TV is the New Reading
'The
Wedding Bells'
So, I watched “The Wedding Bells”
last week and I saw what show creator David E. Kelley was trying to do.
I feel that he succeeds. I’m not so convinced it’s necessary.
“The Wedding Bells,” a one-hour comedy, envisions a wedding plannery where
high-strung people launch into histrionics in every direction. It draws on the
worst stereotypes of out-of-control brides, out-of-hand weddings and a
celebration of excess guaranteed to make the rest of the world loathe America
all the more.
It’s enough to make one pine for past glories.
See, Kelley restrained himself in “The Practice.” Oh, there were comic elements
to his Boston-based legal drama, but his flaky, out-of-hand cast of characters
and its odd over-representation of serial killers were basic color commentary
against a more or less reasonable backdrop.
By the time James Spader joined the cast, Kelley was clearly getting tired of
restraint. Spader’s Alan Shore character burst onto every situation he
encountered with the most boisterously unethical arrogance possible. If he
wasn’t suppressing or corrupting evidence, he was bribing people, and if he
wasn’t doing that he was sleeping with clients, witnesses, prosecutors, judges
– and always getting away with it.
This endearing outrageousness proved to be too destructive for “The Practice,”

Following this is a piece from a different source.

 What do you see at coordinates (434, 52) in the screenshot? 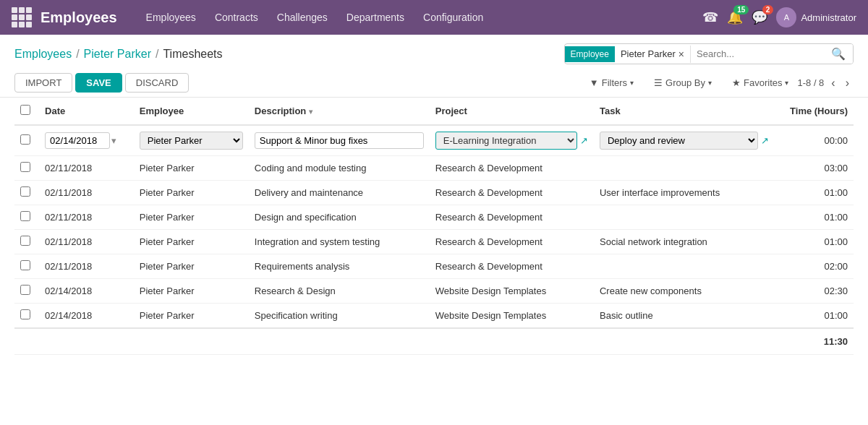
I see `breadcrumb-bar: Employees / Pieter Parker / Timesheets E…` at bounding box center [434, 52].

but it fit perfectly at spinoff production “Boston Legal,” in which William
Shatner’s Alzheimer’s-afflicted CEO character Denny Crane is as likely to shoot
someone as try a case, and without saying everyone is sleeping with everyone,
without saying inappropriate behavior is de riguer, it’s kind of amazing that
everyone in this office hasn’t been carted off for sexual harassment.
Outrageous
In “The Wedding Bells,” the outrageous Alan Shore-esque character is taken on
by the aptly named Johnny Kad, played by Christopher Rich. He shows up to say
vaguely inappropriate things all geared toward turning the operation into a
wedding planning empire as his bosses, the Bell sisters, played by Teri Polo,
Sarah Jones and Kadee Strickland, try to keep their photographer from hitting
on the bride and their new partner-type person Amanda Pontell, played by Missi
Pyle, oversteps herself in every direction.
For example, Amanda convinces one bride to insist that her family take out a
second mortgage on their home to finance a freakishly over-the-top wedding no
one had in mind before she turned on the hard sell. And she books a wedding by
telling a wealthy fiancee that their private garden is booked through 2014 and
they couldn’t possibly accommodate her unless she were to pay $50,000 just to
make the inquiry.
This all speaks to how irrational people get about their weddings. And I can
understand the appeal of setting a comedy in a situation where a client can
choose one wedding planner over another because she’s “prettier,” and the
endless hysteria of brides and bridesmaids and over-the-top extravagance and
concepts like eternal love and devotion and commitment all against a backdrop
of women sniping at each other and a wedding photographer shooting pictures of
the bridal party in their lingerie.
Heck, one aspect I truly enjoyed was when Fred Willard appeared as a washed-up
hack of a wedding singer who was operating a wedding singer workshop, and a
roomful of wedding singers all gamely trying to imitate him.
That moment was beautifully realized. And it had almost nothing to do with the
rest of the show.
Ultimately, I’m certain that there’s an audience for this show that gets really
excited about it and is thrilled by every outrageous thing that happens on it.
But I’m just as certain that I’m not a member of that audience. To those who
are ... enjoy.
Features Editor Terry J. Aman
compiles the Best Bets for The Minot Daily News.